The Nobel Prize committee awarded this year’s Physics prize to John J. Hopfield and Geoffrey E. Hinton “for foundational discoveries and inventions that enable machine learning with artificial neural networks”. Their work, inspired by physics principles and models, has contributed significantly to machine learning with artificial neural networks. But the choice of the committee also opens up a conversation about the compartmentalization of knowledge and the arbitrary boundaries of what we consider physics.

Credit: Ill. Niklas Elmehed © Nobel Prize Outreach

In 1982, Hopfield introduced an approach to understanding associative memory by applying concepts from statistical physics1. His eponymous network used a recurrent neural network architecture in which neurons functioned as binary units. The strength of the connections between neurons determined the stability of certain configurations, which can be thought of as memories. Hopfield’s main insight was to frame memory retrieval as an energy minimization process.

When a partially corrupted or incomplete input is fed into the network, the neurons adjust their states asynchronously to reduce the overall system’s energy, guiding the network to a low-energy configuration that corresponds to a stored memory. This process mimics how physical systems evolve toward states of lower energy, such as a magnet settling into a stable configuration. This allowed for several properties of the model to be captured by analytical tools coming from the theory of spin glasses2.

Hinton and colleagues extended Hopfield’s ideas by developing the Boltzmann machine3 — a neural network model that incorporates stochasticity through a probabilistic learning rule. Instead of binary updates, each node in the machine is updated according to a Boltzmann probability distribution that depends on its energy state, with lower-energy states being more probable.

The introduction of hidden units — nodes that do not directly correspond to the data but help capture more general distributions — allowed the Boltzmann machine to model intricate dependencies within the data. However, the machine’s hefty computational demands made it mostly impractical for large-scale learning tasks until the invention of restricted Boltzmann machines, which simplified the original architecture by limiting the connections between visible and hidden layers of neurons. This restriction proved instrumental for the efficient pre-training of deep networks layer by layer.

This year’s award has raised more than one eyebrow among physics researchers and commentators. Although the work of the two laureates is undoubtedly rooted in statistical physics, many argue that the greatest practical impact of their work has been in computer science, where it laid the foundation for what Hinton has described as something akin to a new Industrial Revolution.

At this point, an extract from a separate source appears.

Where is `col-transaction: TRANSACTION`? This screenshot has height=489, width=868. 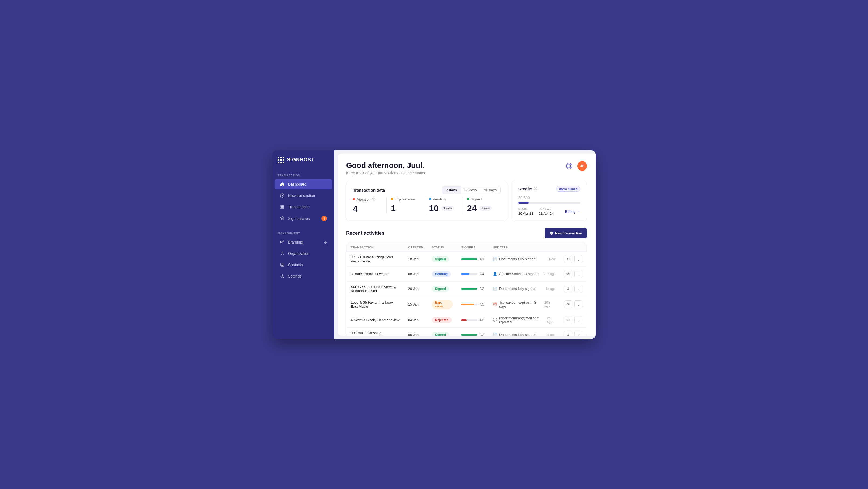
col-transaction: TRANSACTION is located at coordinates (375, 247).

On the other hand, the fruits of Hopfield and Hinton’s work have circled back to physics. Machine learning techniques are routinely employed to sift through the enormous datasets generated by particle detectors4. Restricted Boltzmann machines and other neural network architectures have been used as a variational approach to the quantum many-body problem5, and convolutional neural networks have been shown to help identify phases and phase transitions in condensed matter models6,7. The list goes on, but whether the work of Hopfield and Hinton has produced a Nobel-worthy advance in our understanding of the systems and laws traditionally associated with physics remains debatable.

The recognition of this work raises broader questions about the evolving nature of scientific disciplines. For much of the 20th century, science moved towards increased specialization, driven by the institutionalization of research into distinct departments and focused funding streams. This specialization was highly effective in enabling deep expertise and technological advances. However, the complexity of contemporary scientific problems — think of climate change — calls for the synthesis of knowledge from separate domains.

At Nature Physics, we endorse the interdisciplinary nature of contemporary physics research. In recent years, we have discussed the benefits and challenges of a multidisciplinary approach in biophysics, explored the dialogue between physics and economics, and network science has been increasingly featured on our pages. In the Editorial of our previous issue, we highlighted how experimental tools developed in a given field can be successfully ported to another. As a journal serving the physics community, we adapt to how the field evolves and expands. We thus welcome the committee’s decision to acknowledge the blurring of the traditional boundaries of physics.

Perhaps the debate over the appropriateness of this year’s award stems from the compartmentalization of the prize itself. It may seem paradoxical that the work of Hopfield and Hinton is being recognized from an institution that remains formally tied to distinct disciplinary categories. The Nobel Prize is not just a scientific award; it is a cultural institution that carries great symbolic weight. It plays a large role in shaping the public perception of what constitutes important scientific progress. At a time when arbitrarily defined boundaries between fields appear less and less productive, we hope that the award to Hopfield and Hinton might signal a decisive shift away from a rigidly reductionist view of science.